When you think about the perfect cooks in your life, one of the first people who might pop into your mind is your Nonna. You spent days watching her in the kitchen, whipping up vintage snacks no one makes, and creating holiday feasts that could feed an army. But try as you might. You cannot replicate your grandma’s successes in the kitchen.
There needs to be a better English translation for the Persian term dastpokht. It translates to “hand cooking”; however, its meaning is more akin to “style of cooking” or “mastery of cooking.” The term is, by definition, person-specific, and it intends that the food created by the individual’s hands is unique by extension of their being.
Food memories feel nostalgic because there is all this context of when you were preparing or eating this food, so the food becomes almost symbolic of other meanings. A lot of our memories as children are not so much the apple pie, for example, but the whole experience of being a family and being nourished, and that acquires a lot of symbolism apart from the sensory quality.
This is to say that every time I eat my grandmother’s cooking, my tastebuds act as a sort of time machine for my subconscious, transporting me back to all those times she let me eat a jar of Nutella and go wild on the drum kit she bought me.

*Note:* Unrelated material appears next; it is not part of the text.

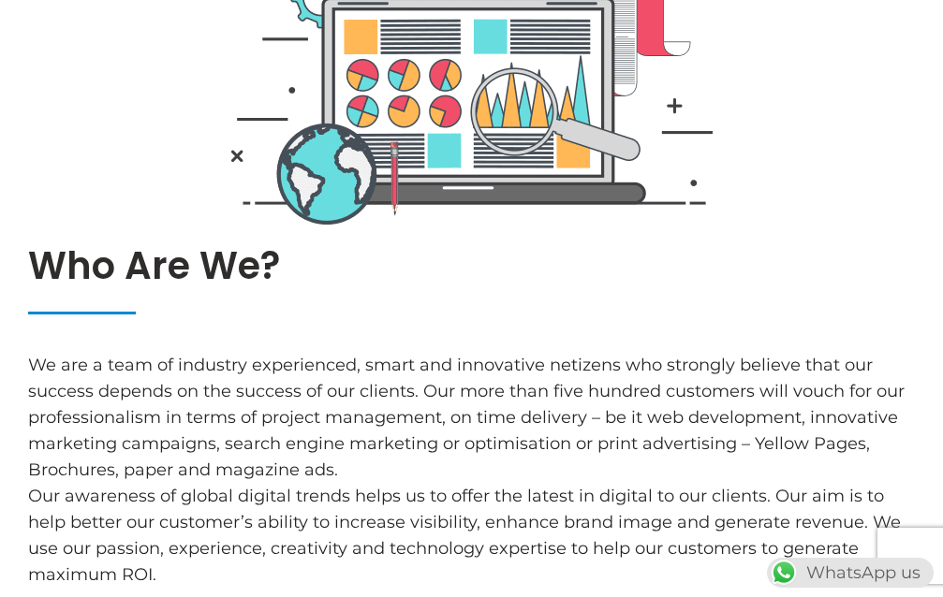  Describe the element at coordinates (471, 266) in the screenshot. I see `h2: Who Are We?` at that location.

The Science Behind: A Link Between Food And Memory Lane
Interestingly, this link between food and memory stems from a not-so-positive foundation; it is part of a human survival tactic known as conditioned taste aversion. According to a 2018 study conducted on rats by Kathleen C. Chambers, a psychology professor, Conditioned taste aversion is a learned association between an illness and the taste of a specific food such that the food is contemplated to be the reason for the illness. That means the exact mechanism that incites nostalgia for my grandma’s cooking is the same one that tells my brain to remember when and why to avoid certain foods that could make me sick.

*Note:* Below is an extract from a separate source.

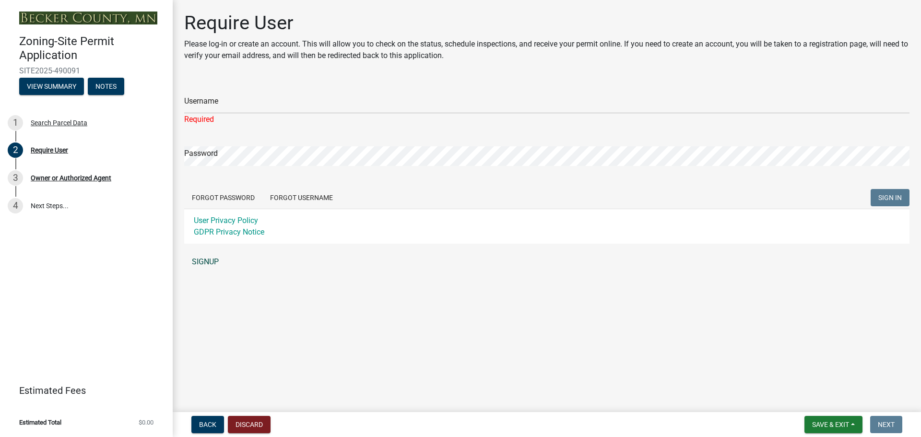  I want to click on button: Forgot Password, so click(223, 198).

But that is not all. Also, according to PopSugar, a 2014 study on mice found that taste is associated with memories of being in a location where something good or bad might have happened. This means that eating certain foods can set off specific triggers in the brain that instill a sense of calm or fear, depending on what we associate that food with.
To that end, Hadley Bergstrom, an assistant professor of psychology at Vassar, shared that nostalgia instigated by a particular type of sauce or food is reinforced every time you eat said food or flavoring, which means that my grandmother has, for nearly 30 years, been slowly using her recipes to hypnotize my taste buds like a snake charmer. And while all of that should be enough to lead me to question whether or not my grandmother’s cooking is as good as I have always believed it to be, well, the power of those food memories is too strong to be wavered by objectivity.
The Same Meal, As If Your Grandma Made It
Would you believe if I say this article has a solution for all of you who miss Grandma’s cooking? Or maybe you want to impress her with a meal as good as hers?
Here’s what you could do! Grab Eleanor Gaccetta’s Generation Of Good Food.
This book is a compilation of recipes that span six generations. The book is a collection of straightforward recipes and heartfelt stories of Italian life that brought families together around the table. This book will raise your interest whether you are a novice in the kitchen, a home cook, or a professionally trained cook. The cookbook is a compilation of nearly 200 recipes, including main dishes, bread, cakes, pies, cookies, and candy. Would you like to cook pasta dishes, bake sweet Easter bread, a Chiffon cake, lemon ricotta cookies, or make Tiger butter fudge? These and many more recipes are included. Just glancing through the table of contents will urge you to cook, bake and eat. Further, Ellie’s book was a labor of love that consumed her time during the pandemic lockdown. It incorporates recipes, stories, and anecdotes from six generations of her Italian family. It is a book for the kitchen novice and seasoned cook and baker.